There are a lot of firearms in the United States. Roughly about one per person. What percentage of Americans own these firearms?
Survey data suggests a range of answers. A study done by a Harvard University team suggested that 38 percent of Americans own guns.[1] A study done by a Columbia University team suggested that about one-third of Americans own at least one firearm.[2] A study done by the University of Chicago’s General Social Survey suggests that the figure is 30 percent.[3] Arguably, there’s a broad convergence of estimates around the one-third figure.
The studies revealed interesting disparities in gun-ownership. There are big differences between states and between regions.
5.2 percent in Delaware.
5.8 percent in Rhode Island.
19.6 percent in Ohio
20.0 percent in California (the lowest rate of Western states).
28.8 percent in Vermont.
47.9 percent in North Dakota.
57.9 percent in Arkansas.
61.7 percent in Alaska. (D’uh.)
An article in Mother Jones[4] elaborated on the findings of the Columbia study.
Almost half (46 percent) reported having received a firearm as a gift.[5]
Only about one-third (34 percent) had taken a formal gun safety class.[6]
A table in the Mother Jones article shows the link between rising levels of gun ownership and rising levels of gun deaths. However, is it possible to have high rates of gun-ownership and low rates of gun violence? Yes. About 45 percent of Hawiians own guns, but it has a rate of gun deaths comparable to Massachusetts, where fewer than 25 percent of people own guns, and lower than New York, where only about 10 percent of people own guns. Is it possible to have low rates of gun-ownership and comparatively high levels of gun deaths? Yes. Only about 5 percent of Delawareans own guns, but it has a rate of guns death comparable to Texas, where 35 percent of people own guns. What explains these divergences from the norm?
Almost half (45 percent) of men own a gun, but only one-ninth (11 percent) of women own a gun. Almost two-thirds (64 percent) of gun-owners own at least a handgun. Almost half (48 percent) of gun-owners have at least four guns.
So, is gun violence at high levels here to stay? Probably not. Gun ownership peaked at 53 percent in the crime-ridden early 1970s, then fell to about 33 percent today. Now the person most likely to own a gun is a married white man over 55 with at least a high school education. Gun-ownership may be like smoking: eventually, it may fall out of fashion in a changing culture.
[1] Lisa Hepburn, Matthew Miller, Deborah Azrael, and David Hemenway, “The US gun stock: Results from the 2004 national firearms survey,” Injury Prevention. 2007 13:15-19.
[2] Bindu Kalesan, Marcos D. Villarreal, Katherine M. Keyes, and Sandro Galea, “Gun ownership and social gun culture,” Injury Prevention, June 2015.
[3] Reported in “The Blaze.” http://www.theblaze.com/stories/2013/03/19/how-many-people-own-guns-in-america-and-is-gun-ownership-actually-declining/
[4] See: http://www.motherjones.com/politics/2015/06/gun-owners-study-one-in-three
[5] Requiring back-ground checks for personal transfer weapons is going to meet a lot of open opposition and covert defiance.
[6] No, instead, their fathers taught them. That’s been true for centuries.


ASSIGNMENT
What lines in the data hold the string "reference"? Show them.

*** Opening of SUPPLIED ENTRIES ***

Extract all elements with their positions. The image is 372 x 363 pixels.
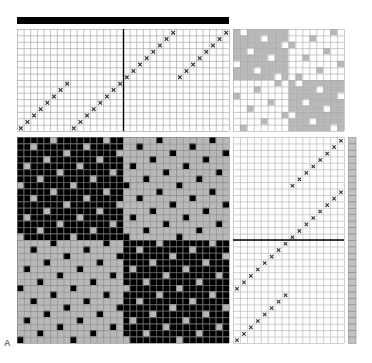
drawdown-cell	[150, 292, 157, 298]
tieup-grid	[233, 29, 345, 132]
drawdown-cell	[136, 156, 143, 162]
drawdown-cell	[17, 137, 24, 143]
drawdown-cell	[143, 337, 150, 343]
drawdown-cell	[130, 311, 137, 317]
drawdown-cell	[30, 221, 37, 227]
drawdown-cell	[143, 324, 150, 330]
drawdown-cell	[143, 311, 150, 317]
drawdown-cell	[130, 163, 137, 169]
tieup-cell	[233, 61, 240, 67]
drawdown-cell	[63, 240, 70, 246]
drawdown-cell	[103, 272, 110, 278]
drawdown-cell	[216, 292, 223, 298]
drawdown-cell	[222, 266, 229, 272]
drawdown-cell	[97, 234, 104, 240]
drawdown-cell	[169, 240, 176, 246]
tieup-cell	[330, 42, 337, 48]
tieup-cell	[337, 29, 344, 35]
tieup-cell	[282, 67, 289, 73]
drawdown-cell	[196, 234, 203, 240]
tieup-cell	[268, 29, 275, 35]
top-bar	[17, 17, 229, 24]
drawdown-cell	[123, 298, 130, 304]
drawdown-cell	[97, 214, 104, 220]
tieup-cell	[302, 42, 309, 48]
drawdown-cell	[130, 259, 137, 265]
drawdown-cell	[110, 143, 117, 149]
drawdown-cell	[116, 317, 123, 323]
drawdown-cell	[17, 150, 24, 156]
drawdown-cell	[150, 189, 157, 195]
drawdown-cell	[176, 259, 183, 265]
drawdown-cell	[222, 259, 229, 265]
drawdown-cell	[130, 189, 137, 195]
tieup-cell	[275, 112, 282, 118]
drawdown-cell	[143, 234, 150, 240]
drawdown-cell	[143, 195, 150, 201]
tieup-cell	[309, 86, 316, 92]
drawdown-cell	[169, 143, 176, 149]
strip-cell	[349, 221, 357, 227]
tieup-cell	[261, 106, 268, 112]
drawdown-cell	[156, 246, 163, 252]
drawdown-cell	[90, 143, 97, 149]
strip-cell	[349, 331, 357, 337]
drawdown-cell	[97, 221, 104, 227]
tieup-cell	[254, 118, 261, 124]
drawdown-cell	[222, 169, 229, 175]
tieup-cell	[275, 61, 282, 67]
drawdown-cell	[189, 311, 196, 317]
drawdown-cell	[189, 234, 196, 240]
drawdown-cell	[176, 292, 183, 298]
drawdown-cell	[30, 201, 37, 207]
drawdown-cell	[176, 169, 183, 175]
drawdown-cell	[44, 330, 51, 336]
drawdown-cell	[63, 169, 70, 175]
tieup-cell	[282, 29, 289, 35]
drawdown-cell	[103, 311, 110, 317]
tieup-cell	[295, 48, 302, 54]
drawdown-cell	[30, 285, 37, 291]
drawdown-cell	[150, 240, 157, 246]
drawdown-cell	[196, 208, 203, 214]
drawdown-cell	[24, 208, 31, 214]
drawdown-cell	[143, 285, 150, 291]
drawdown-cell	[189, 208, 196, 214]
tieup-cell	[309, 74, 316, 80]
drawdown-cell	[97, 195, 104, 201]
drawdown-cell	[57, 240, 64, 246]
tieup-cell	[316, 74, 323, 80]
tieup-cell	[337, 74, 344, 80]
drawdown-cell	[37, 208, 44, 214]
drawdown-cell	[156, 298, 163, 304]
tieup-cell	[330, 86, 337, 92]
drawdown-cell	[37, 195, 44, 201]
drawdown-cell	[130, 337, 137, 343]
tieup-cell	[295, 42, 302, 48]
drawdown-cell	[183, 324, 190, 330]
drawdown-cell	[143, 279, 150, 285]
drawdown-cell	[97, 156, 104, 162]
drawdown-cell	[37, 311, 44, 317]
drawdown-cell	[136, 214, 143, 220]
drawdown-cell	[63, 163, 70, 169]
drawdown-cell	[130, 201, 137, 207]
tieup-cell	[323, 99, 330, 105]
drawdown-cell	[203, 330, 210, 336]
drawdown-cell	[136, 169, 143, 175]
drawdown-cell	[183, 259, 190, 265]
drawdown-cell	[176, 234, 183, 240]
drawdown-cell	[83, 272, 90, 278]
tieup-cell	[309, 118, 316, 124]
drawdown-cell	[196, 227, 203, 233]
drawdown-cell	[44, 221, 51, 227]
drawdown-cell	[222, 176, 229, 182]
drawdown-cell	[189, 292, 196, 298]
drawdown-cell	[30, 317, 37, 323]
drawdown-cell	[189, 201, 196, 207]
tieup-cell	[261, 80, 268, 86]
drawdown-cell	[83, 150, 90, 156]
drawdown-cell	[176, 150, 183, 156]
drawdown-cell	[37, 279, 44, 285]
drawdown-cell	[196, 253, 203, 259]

*** Close of SUPPLIED ENTRIES ***
*** Opening of SUPPLIED ENTRIES ***

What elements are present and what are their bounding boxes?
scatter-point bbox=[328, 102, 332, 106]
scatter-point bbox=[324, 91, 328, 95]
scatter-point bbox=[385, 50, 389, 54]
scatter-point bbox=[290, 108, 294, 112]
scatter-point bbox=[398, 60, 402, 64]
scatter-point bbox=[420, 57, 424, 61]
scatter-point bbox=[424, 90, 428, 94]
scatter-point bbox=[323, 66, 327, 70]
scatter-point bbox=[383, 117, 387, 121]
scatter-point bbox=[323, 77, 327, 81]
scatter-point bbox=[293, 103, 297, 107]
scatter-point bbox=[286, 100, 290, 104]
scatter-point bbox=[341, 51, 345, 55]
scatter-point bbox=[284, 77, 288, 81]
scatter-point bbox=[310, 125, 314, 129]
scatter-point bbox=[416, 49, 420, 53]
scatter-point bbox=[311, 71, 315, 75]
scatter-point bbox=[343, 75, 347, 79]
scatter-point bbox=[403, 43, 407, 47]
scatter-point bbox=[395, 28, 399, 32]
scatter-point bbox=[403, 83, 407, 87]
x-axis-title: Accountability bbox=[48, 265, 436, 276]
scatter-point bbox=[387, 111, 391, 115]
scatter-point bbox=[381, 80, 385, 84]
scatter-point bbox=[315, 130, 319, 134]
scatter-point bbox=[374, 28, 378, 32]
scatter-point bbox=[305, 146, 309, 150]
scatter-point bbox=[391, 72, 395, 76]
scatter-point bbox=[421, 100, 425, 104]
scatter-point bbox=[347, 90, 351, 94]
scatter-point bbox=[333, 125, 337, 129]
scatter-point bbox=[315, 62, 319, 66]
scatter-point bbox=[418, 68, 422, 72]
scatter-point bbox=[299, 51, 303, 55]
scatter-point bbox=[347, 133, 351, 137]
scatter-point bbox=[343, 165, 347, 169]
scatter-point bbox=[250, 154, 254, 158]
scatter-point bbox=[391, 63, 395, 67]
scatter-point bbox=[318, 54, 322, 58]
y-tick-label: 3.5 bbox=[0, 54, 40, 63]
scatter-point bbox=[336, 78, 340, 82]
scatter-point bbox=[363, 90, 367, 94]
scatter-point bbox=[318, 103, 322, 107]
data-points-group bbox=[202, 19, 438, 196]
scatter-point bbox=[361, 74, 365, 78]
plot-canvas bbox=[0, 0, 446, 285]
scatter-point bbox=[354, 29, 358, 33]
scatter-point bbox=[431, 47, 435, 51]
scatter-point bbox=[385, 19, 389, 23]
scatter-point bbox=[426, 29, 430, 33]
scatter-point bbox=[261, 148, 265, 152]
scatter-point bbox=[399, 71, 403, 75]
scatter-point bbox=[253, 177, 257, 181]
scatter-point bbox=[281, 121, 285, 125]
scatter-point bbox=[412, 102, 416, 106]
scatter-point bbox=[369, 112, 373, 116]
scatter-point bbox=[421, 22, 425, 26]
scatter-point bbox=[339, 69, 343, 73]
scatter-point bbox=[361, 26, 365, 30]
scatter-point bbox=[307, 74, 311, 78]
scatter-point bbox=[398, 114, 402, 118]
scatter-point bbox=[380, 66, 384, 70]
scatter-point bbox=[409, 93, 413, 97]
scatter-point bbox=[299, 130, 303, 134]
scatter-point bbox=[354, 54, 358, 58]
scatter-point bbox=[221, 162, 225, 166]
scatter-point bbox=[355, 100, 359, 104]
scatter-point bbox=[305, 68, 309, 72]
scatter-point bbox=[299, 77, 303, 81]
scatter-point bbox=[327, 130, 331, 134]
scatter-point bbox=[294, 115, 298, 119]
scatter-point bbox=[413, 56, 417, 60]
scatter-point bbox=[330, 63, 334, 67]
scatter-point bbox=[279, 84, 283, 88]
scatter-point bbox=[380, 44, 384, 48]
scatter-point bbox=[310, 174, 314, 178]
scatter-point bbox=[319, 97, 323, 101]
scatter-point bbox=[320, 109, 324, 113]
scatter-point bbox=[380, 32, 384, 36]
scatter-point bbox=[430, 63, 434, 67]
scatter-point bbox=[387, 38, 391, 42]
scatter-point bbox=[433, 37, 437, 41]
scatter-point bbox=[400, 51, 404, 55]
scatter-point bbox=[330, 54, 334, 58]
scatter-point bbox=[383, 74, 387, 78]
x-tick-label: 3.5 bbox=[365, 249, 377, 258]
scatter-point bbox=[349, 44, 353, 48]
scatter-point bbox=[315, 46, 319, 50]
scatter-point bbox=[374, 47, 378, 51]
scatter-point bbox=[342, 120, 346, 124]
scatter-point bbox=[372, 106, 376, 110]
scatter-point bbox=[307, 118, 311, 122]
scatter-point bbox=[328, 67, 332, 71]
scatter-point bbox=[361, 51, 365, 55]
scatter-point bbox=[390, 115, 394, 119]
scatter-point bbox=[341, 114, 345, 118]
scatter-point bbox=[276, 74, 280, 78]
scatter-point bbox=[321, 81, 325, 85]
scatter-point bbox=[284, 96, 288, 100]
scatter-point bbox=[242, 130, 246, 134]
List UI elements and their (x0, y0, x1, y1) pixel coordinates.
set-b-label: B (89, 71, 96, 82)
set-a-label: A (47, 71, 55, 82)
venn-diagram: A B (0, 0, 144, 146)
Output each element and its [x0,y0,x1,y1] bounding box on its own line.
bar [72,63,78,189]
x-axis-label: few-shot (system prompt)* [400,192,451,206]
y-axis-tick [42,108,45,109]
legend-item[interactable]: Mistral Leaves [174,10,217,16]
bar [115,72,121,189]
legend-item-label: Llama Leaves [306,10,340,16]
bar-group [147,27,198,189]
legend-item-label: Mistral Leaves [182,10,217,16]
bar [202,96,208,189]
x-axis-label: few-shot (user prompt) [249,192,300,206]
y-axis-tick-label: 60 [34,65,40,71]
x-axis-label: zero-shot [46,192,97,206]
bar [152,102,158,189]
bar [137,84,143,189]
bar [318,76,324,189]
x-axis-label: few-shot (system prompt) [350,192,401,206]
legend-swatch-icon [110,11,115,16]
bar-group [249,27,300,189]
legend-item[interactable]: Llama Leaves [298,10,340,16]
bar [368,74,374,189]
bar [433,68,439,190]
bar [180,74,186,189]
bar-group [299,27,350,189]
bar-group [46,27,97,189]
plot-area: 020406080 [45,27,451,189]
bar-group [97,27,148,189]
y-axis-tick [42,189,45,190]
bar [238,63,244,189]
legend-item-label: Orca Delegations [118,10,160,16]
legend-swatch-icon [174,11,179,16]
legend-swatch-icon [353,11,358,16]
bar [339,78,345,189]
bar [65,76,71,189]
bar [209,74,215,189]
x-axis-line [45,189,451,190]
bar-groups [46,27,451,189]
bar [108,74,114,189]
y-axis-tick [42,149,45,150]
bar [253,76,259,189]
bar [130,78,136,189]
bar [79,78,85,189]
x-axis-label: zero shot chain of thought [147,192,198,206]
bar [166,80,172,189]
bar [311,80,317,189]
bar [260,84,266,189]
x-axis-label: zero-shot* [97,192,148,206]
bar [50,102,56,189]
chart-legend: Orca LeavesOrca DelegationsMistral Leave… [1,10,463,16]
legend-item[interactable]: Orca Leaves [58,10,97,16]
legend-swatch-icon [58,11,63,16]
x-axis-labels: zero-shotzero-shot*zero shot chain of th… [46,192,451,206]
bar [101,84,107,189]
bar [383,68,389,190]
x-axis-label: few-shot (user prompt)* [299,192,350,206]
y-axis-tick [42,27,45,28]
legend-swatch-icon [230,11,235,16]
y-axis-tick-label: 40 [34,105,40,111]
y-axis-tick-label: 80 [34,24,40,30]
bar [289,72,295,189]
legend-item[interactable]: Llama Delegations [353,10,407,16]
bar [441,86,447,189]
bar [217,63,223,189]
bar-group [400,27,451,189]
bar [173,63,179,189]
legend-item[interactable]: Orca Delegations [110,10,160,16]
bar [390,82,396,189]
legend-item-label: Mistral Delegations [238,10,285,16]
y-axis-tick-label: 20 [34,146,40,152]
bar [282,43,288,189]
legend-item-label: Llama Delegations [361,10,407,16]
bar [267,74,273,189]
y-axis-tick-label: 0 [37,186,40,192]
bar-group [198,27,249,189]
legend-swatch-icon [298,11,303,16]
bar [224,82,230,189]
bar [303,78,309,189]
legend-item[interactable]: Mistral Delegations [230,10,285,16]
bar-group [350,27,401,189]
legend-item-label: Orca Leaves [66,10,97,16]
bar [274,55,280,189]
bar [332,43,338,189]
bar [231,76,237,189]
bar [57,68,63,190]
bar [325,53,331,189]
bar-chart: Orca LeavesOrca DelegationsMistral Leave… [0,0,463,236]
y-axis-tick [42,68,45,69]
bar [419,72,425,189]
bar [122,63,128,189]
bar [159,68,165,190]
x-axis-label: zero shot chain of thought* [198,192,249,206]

*** Close of SUPPLIED ENTRIES ***
*** Opening of SUPPLIED ENTRIES ***

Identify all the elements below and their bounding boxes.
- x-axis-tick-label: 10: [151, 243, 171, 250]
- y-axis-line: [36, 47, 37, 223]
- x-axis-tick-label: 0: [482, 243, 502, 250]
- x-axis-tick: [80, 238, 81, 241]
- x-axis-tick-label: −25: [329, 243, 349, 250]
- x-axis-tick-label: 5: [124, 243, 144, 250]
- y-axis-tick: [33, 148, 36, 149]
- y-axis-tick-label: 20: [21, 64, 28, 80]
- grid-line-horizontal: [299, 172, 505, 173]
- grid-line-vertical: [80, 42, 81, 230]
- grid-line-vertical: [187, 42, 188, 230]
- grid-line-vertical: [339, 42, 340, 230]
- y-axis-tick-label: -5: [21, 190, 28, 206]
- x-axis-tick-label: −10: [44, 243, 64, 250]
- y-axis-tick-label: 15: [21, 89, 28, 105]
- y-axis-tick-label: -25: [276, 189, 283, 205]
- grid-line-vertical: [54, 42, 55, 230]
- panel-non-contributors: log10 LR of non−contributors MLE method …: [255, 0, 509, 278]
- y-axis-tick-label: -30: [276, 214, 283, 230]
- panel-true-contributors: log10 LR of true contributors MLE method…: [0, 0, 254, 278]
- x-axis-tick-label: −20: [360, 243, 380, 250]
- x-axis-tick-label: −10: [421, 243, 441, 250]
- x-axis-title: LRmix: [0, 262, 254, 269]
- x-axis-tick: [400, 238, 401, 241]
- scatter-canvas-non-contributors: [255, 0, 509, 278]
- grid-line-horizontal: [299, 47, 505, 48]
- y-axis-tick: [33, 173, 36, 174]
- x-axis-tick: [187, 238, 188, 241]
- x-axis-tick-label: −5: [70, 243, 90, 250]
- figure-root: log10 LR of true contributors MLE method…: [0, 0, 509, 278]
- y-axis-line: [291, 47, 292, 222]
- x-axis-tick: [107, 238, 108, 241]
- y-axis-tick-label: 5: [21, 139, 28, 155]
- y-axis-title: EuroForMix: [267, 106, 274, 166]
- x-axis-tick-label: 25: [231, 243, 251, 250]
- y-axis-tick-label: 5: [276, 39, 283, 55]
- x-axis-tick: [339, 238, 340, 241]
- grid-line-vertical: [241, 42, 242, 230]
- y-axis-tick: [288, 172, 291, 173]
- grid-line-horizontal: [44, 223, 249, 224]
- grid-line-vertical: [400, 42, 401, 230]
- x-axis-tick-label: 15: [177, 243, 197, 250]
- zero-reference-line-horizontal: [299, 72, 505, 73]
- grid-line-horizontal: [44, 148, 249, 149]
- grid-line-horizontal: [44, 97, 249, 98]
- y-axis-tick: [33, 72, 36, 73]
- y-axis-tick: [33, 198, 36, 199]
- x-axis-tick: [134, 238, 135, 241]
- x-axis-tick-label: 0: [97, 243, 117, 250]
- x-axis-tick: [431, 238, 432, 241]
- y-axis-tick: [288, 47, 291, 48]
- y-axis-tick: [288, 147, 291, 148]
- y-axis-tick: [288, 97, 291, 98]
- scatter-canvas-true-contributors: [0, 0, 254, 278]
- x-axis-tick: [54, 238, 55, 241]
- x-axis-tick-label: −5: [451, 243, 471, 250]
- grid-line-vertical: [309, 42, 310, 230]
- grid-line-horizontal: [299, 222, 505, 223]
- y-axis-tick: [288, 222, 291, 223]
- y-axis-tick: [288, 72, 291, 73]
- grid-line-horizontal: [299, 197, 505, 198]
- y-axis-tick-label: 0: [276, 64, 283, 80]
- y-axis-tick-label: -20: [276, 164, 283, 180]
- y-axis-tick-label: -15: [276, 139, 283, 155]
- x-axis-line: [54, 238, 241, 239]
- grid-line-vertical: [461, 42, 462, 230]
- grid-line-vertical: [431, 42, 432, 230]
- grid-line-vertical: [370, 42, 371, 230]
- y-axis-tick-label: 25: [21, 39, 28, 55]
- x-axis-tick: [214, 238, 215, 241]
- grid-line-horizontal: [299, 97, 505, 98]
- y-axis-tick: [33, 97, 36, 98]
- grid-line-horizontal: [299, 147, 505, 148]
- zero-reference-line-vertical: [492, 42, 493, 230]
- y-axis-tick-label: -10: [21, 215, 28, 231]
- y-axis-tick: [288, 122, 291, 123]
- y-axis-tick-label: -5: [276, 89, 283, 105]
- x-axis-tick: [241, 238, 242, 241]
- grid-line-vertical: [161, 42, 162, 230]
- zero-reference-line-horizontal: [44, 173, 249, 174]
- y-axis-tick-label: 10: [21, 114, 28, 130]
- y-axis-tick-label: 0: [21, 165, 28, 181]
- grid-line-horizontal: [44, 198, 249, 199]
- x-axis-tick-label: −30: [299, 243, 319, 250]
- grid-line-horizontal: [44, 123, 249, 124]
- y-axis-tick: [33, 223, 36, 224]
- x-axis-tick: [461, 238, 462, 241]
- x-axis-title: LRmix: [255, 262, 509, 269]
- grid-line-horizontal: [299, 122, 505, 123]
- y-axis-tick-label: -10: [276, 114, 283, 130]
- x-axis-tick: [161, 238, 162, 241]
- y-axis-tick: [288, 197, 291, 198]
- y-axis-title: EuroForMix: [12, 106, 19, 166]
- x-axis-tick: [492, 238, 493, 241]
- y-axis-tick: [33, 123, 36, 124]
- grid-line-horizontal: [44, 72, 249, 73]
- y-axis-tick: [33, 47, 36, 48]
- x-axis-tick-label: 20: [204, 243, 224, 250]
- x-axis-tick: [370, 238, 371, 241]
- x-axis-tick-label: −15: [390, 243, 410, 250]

*** Close of SUPPLIED ENTRIES ***

SOLUTION FOR THIS PROBLEM
- zero-reference-line-horizontal: [299, 72, 505, 73]
- zero-reference-line-vertical: [492, 42, 493, 230]
- zero-reference-line-horizontal: [44, 173, 249, 174]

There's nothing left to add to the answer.